In 1990, a paradigm shift occurred in the development of new medicines and treatments. An idea so big, that it was supposed to encompass the whole of medicine. It was to start initially at the level of pre-clinical and clinical trials and work all the way through the system to the care and management of individual patients. This new concept for how medicine would be developed and conducted is called evidence-based medicine (EBM). Evidence-based medicine was to provide a more rigorous foundation for medicine, one based on science and the scientific method. Truly, this was to be a revolution in medicine – a non-biased way of conducting medical research and treating patients.

Evidence-based medicine

Evidence-based medicine is “the conscientious, explicit and judicious use of current best evidence in making decisions about the care of individual patients.” The aim of EBM is to integrate the experience of the clinician, the values of the patient, and the best available scientific information to guide decision-making about clinical management.

So, what the hell happened?

There is a big flaw in the logic of evidence-based medicine as the basis for the practice of medicine as we know it, a practice based on science; one that determines care down to the level of the individual patient. This flaw is nestled in the heart and soul of evidence-based medicine, which (as we have seen over the last two years) is not free of politics. It is naive to think that data and the process of licensure of new drugs is free from bias and conflicts of interest. In fact, this couldn’t be any farther from the truth. The COVID-19 crisis of 2020 to 2022 has exposed for all to see how evidence based medicine has been corrupted by the governments, hospitalists, academia, big pharma, tech and social media. They have leveraged the processes and rationale of evidence-based medicine to corrupt the entire medical enterprise.
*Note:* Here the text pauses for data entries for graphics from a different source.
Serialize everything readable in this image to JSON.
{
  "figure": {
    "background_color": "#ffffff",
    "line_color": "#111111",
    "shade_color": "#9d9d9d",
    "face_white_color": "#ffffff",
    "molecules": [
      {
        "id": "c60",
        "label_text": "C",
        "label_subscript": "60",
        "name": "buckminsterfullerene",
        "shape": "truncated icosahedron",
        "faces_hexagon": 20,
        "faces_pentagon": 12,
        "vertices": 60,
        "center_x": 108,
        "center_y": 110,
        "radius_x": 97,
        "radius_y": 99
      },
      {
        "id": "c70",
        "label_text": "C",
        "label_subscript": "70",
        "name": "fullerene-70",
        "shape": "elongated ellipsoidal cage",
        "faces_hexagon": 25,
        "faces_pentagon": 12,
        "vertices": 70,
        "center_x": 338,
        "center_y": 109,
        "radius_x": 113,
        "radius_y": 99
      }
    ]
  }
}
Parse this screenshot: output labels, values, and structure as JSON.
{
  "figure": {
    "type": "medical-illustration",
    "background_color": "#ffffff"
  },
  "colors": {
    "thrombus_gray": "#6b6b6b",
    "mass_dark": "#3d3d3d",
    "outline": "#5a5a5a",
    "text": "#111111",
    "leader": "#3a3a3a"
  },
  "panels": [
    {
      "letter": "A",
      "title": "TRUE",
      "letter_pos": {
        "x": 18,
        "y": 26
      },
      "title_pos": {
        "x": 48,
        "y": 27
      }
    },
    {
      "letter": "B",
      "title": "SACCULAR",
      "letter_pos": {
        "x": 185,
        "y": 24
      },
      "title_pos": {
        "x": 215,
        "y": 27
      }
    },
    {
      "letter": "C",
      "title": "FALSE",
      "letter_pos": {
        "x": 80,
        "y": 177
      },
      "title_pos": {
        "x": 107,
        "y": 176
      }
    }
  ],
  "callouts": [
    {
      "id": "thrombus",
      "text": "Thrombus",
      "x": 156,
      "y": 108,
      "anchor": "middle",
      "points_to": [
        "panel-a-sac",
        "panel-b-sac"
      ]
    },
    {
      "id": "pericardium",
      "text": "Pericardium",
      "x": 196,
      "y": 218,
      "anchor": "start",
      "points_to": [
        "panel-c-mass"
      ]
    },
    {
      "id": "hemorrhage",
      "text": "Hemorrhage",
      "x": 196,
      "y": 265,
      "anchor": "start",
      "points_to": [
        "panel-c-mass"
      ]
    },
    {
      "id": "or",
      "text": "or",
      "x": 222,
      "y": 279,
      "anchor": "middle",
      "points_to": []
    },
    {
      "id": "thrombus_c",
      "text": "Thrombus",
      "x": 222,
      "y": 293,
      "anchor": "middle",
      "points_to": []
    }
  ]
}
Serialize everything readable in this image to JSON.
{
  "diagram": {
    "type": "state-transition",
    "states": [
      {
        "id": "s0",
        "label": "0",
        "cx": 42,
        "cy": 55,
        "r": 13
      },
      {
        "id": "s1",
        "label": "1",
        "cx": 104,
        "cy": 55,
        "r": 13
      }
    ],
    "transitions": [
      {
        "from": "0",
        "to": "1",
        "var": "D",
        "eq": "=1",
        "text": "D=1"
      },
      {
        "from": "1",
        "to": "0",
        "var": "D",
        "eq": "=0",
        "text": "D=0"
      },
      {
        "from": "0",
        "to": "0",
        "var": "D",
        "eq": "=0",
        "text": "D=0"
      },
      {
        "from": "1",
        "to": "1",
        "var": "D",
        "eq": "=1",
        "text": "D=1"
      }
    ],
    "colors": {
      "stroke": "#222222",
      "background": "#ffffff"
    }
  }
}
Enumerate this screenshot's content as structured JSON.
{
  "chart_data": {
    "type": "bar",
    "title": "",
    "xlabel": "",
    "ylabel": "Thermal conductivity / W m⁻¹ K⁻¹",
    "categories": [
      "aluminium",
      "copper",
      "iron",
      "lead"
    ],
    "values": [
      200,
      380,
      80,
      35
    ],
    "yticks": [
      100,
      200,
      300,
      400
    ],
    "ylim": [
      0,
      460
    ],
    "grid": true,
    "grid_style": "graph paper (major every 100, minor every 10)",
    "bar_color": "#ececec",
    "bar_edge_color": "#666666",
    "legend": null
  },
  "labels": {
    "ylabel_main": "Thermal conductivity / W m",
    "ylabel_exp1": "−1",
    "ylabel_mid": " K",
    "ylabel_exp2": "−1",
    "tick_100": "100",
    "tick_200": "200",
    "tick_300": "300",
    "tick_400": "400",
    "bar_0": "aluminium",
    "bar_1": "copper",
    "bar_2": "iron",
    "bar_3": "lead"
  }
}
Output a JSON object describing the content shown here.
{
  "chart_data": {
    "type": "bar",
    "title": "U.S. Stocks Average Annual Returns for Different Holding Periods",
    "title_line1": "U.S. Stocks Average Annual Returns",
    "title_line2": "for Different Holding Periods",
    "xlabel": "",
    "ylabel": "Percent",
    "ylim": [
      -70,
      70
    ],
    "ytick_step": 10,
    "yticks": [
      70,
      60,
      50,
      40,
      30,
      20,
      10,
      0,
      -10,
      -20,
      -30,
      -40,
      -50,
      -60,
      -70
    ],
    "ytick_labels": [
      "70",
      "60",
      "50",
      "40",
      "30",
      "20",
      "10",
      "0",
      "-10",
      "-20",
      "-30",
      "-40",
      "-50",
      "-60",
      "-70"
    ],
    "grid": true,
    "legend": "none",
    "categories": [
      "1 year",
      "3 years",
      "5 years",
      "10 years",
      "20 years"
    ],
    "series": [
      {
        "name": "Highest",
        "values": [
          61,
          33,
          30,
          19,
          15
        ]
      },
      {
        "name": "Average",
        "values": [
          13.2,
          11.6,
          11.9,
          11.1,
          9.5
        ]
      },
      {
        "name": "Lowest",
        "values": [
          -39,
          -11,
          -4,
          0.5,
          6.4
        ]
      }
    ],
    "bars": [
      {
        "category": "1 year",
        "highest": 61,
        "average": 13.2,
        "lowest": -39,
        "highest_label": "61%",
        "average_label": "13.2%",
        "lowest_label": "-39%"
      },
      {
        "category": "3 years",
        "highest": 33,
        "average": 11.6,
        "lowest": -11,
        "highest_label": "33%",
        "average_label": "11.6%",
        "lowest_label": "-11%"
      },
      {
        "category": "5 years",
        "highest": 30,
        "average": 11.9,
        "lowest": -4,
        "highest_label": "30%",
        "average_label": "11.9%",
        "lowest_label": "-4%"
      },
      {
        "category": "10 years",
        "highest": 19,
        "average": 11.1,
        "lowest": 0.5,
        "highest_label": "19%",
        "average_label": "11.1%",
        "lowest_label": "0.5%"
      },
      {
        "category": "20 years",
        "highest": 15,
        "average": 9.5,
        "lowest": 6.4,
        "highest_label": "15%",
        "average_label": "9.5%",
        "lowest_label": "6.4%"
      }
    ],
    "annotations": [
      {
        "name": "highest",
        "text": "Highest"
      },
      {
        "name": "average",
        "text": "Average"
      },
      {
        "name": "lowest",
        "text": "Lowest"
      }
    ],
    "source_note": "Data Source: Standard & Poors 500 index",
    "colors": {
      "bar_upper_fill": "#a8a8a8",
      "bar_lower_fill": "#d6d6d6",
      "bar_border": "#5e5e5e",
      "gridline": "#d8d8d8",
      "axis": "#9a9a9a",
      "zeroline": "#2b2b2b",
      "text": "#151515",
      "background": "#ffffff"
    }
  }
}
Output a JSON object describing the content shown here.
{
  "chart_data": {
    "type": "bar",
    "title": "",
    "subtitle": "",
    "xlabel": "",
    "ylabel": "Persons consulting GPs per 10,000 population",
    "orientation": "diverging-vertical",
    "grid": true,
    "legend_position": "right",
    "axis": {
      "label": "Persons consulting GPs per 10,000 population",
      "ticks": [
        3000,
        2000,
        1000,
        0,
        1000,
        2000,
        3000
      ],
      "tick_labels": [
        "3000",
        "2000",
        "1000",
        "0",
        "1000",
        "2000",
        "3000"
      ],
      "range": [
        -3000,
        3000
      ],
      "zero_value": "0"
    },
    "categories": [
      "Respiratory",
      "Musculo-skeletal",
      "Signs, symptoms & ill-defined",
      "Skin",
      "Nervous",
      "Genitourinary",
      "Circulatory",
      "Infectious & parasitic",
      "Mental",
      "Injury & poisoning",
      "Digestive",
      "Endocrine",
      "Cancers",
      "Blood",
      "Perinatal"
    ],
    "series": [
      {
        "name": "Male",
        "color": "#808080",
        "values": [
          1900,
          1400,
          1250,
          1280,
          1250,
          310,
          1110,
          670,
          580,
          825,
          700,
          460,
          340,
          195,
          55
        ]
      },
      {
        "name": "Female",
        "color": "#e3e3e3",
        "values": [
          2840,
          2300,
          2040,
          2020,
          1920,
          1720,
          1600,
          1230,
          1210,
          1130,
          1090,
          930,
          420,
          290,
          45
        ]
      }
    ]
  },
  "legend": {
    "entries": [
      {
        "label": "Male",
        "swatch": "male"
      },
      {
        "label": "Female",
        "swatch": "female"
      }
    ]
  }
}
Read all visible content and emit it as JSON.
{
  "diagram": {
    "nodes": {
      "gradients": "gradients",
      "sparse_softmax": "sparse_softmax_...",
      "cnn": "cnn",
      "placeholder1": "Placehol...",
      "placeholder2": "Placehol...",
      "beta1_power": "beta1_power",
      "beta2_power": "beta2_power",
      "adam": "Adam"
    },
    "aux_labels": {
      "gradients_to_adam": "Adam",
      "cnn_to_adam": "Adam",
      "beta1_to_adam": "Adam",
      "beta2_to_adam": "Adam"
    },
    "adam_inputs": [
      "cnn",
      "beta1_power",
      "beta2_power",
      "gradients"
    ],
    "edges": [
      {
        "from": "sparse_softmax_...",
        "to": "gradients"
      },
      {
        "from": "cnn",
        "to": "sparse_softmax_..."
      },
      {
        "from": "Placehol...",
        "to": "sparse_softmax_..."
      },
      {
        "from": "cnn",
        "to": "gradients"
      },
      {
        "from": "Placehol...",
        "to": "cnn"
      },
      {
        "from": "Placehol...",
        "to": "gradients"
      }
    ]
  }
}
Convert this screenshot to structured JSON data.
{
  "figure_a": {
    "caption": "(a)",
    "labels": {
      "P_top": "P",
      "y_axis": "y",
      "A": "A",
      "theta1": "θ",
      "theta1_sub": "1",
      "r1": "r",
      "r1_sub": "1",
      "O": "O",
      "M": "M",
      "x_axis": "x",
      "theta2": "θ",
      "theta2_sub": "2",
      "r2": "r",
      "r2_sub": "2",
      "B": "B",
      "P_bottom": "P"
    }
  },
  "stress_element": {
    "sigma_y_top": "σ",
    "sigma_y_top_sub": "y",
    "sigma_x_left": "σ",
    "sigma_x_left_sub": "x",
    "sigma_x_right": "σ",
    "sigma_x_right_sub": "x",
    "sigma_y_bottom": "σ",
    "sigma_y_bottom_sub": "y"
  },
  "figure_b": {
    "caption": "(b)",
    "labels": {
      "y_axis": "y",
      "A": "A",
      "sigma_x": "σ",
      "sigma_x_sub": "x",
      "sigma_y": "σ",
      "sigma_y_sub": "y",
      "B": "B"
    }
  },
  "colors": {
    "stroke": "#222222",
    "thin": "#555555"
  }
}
Evidence based medicine depends on data. For the most part, the data gathering and analysis process is conducted by and for the pharmaceutical industry, then reported by senior academics. The problem, as laid out in an editorial in the British Medical Journal is as follows:

The release into the public domain of previously confidential pharmaceutical industry documents has given the medical community valuable insight into the degree to which industry sponsored clinical trials are misrepresented. Until this problem is corrected, evidence based medicine will remain an illusion.

This ideal of the integrity of data and the scientific process is corrupted as long as financial (and governments) interests trump the common good.